Descriptors: Mentors, Adult Education, Ethics, Advocacy
Scully-Russ, Ellen; Boyle, Kevin – New Directions for Adult and Continuing Education, 2018
Through the lens of Vygotsky's Cultural-Historical Development Theory, the Equitable Food Initiative (EFI) moves traditional informal workplace theories into the cultural, intersubjective realm.
Descriptors: Learning Theories, Food, Informal Education, Workplace Learning
Justice, Sean; Yorks, Lyle – New Directions for Adult and Continuing Education, 2018
This chapter adopts an enactivist framework to analyze the incidental and informal learning of a middle-school teacher.
Descriptors: Incidental Learning, Guidelines, Informal Education, Middle School Teachers
Cox, Alexandra – New Directions for Adult and Continuing Education, 2018
The "alone together" paradox is a phenomenon that occurs when adults make meaning of their learning in the online environment. By way of being "alone together," the online environment manifests a context for incidental and informal learning.
Descriptors: Informal Education, Incidental Learning, Adult Learning, Online Courses
Nicolaides, Aliki; Scully-Russ, Ellen – New Directions for Adult and Continuing Education, 2018
In this final chapter, we identify and elaborate the connections throughout the volume. We explore the philosophical underpinnings of the original model and analyze how the different lenses in these chapters lead the authors to new understandings of informal and incidental learning that trouble some of the features of the original model. We…
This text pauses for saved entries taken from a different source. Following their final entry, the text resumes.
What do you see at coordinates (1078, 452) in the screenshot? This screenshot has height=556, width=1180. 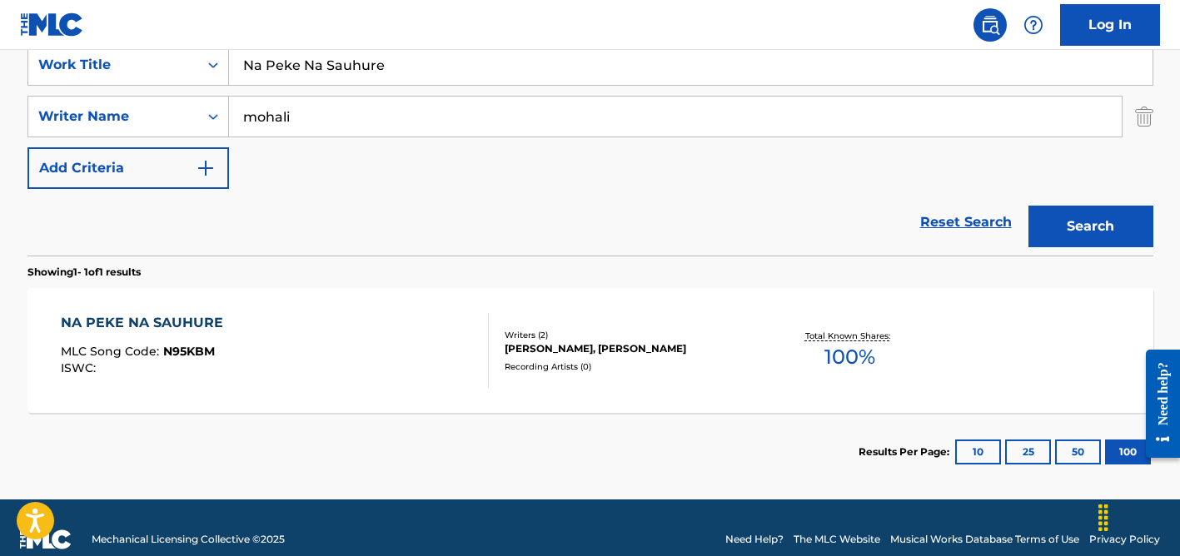 I see `button: 50` at bounding box center [1078, 452].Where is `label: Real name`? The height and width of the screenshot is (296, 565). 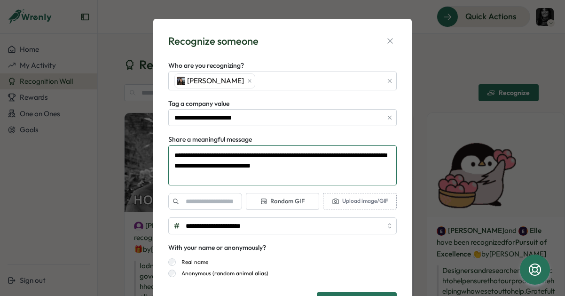
label: Real name is located at coordinates (192, 262).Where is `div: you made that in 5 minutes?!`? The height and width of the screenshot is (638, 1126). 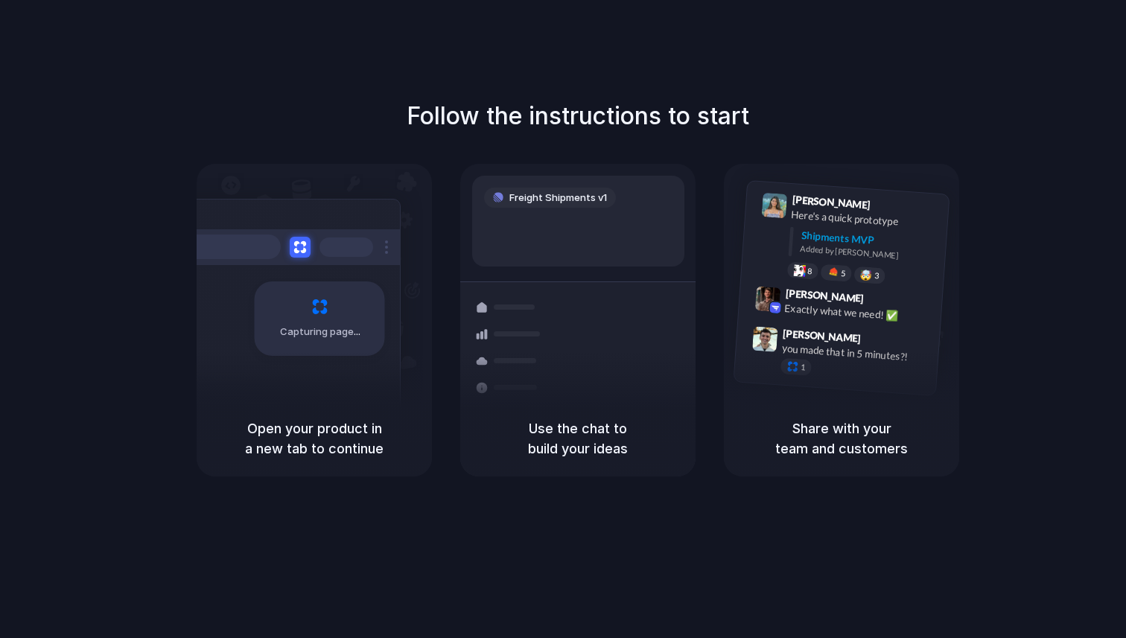 div: you made that in 5 minutes?! is located at coordinates (856, 353).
Descriptors: Informal Education, Incidental Learning, Models, Educational Philosophy
Watkins, Karen E.; Marsick, Victoria J.; Wofford, M. Grant; Ellinger, Andrea D. – New Directions for Adult and Continuing Education, 2018
Examples of informal and incidental learning, including an extended discussion of informal learning in flight instruction, are used to illustrate the model of informal and incidental learning in practice, as well as the nonlinear nature of this learning.
Descriptors: Informal Education, Incidental Learning, Flight Training, Models
Jeremic, Rusa – New Directions for Adult and Continuing Education, 2019
The evolution of Web 2.0 user-generated content has opened the door to new forms of collective action and social movement building. In asking if the benefits outweigh the risks, this paper brings Gramsci's theorization of activism into the twenty-first century, where the newspaper has been replaced by social medial tools and the Organic…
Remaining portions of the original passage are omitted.